Mar 12 2012
Elsevier, a world-leading provider of scientific, technical and medical information products and services, today announced the release of NeuroApps: MRI Atlas of Human White Matter, the first in a new series of apps created for the iPad™. Based on the MRI Atlas of White Matter by Kenichi Oishi, Andreia V. Faria, Peter C M van Zijl and Susumu Mori, this interactive application re-makes the atlas for a new generation of neuroscience researchers, clinicians and students.
“Digital media, particularly the new generation of tablets, have created a platform perfectly suited to high visual book content”
"It is an honor for Elsevier to build, on the work of these groundbreaking neuroscience researchers, a truly interactive application for the iPad™," said Suzanne BeDell, Managing Director, Science and Technology Books, Elsevier. "With this new product we hope to free researchers and others to work and study more nimbly and creatively."
Using NeuroApps: MRI Atlas of Human White Matter, the user is able to find, visualize, and learn to identify the major pathways through the brain and their proximity to key neuroanatomical structures. The app also allows the user to scroll through the brain in sequence to follow a tract from beginning to end. While based upon the images from the print book, in the app they have been digitally enhanced and the resulting 4-color images are much sharper on the iPad device which also allows image zooming for more detailed study.

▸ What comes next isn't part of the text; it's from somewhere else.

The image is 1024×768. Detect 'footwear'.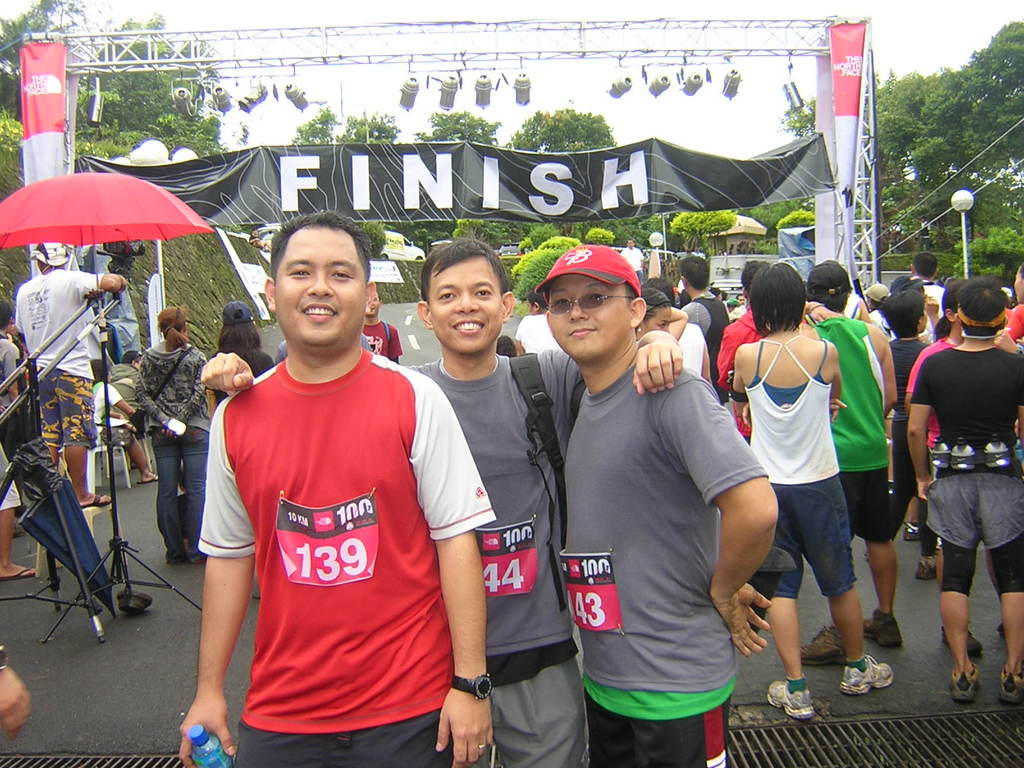
Detection: 914,554,938,579.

"This platform allows us to interact with the contents of our atlas in a much more efficient manner," said Dr. Susumu Mori, one of the creators of the atlas. "It provides an intuitive graphics interface, which is often essential when we are exploring anatomy."
Available exclusively through iTunes™, the app has a full complement of functionalities:
- Format allows viewer to compare coronal, horizontal, and sagittal sections in one view
- Two types of stereotaxic coordinates (Talairach and MNI coordinates) are provided to define brain locations.
- Includes both MRI and DTI images and allows the user to switch between MRI and DTI view for any location in the brain
- Fifty three white matter structures, 38 cortical areas, and 22 deep gray matter structures are defined and labeled. In addition, locations of 11 white matter tracts and 36 cytoarchitectonic areas are defined. These structures can be interactively superimposed on the MRI/DTI images.
- The trajectories of the tracts can be followed sequentially through the brain
"Digital media, particularly the new generation of tablets, have created a platform perfectly suited to high visual book content," said David Marques, VP Business Development, Workflow Solutions, Science and Technology Books, Elsevier. "In addition to NeuroApps: MRI Atlas of Human White Matter, we have several other apps being developed based on classic Elsevier books including ChemApps: Strategic Applications of Named Reactions, which is publishing later in March and is based upon the book Strategic Applications of Named Reactions in Organic Synthesis by Laszlo Kurti and Barbara Czako. Soon after, Elsevier will release an app based upon Chemical Resistance Database, to be followed by apps based upon Pipeline Rules of Thumb, Fundamentals of Forensic Science, Molecular Biology, Computer Architecture, Television Production, Policing in America, and Photoshop for Photographers. These other apps will be released in the coming weeks and months."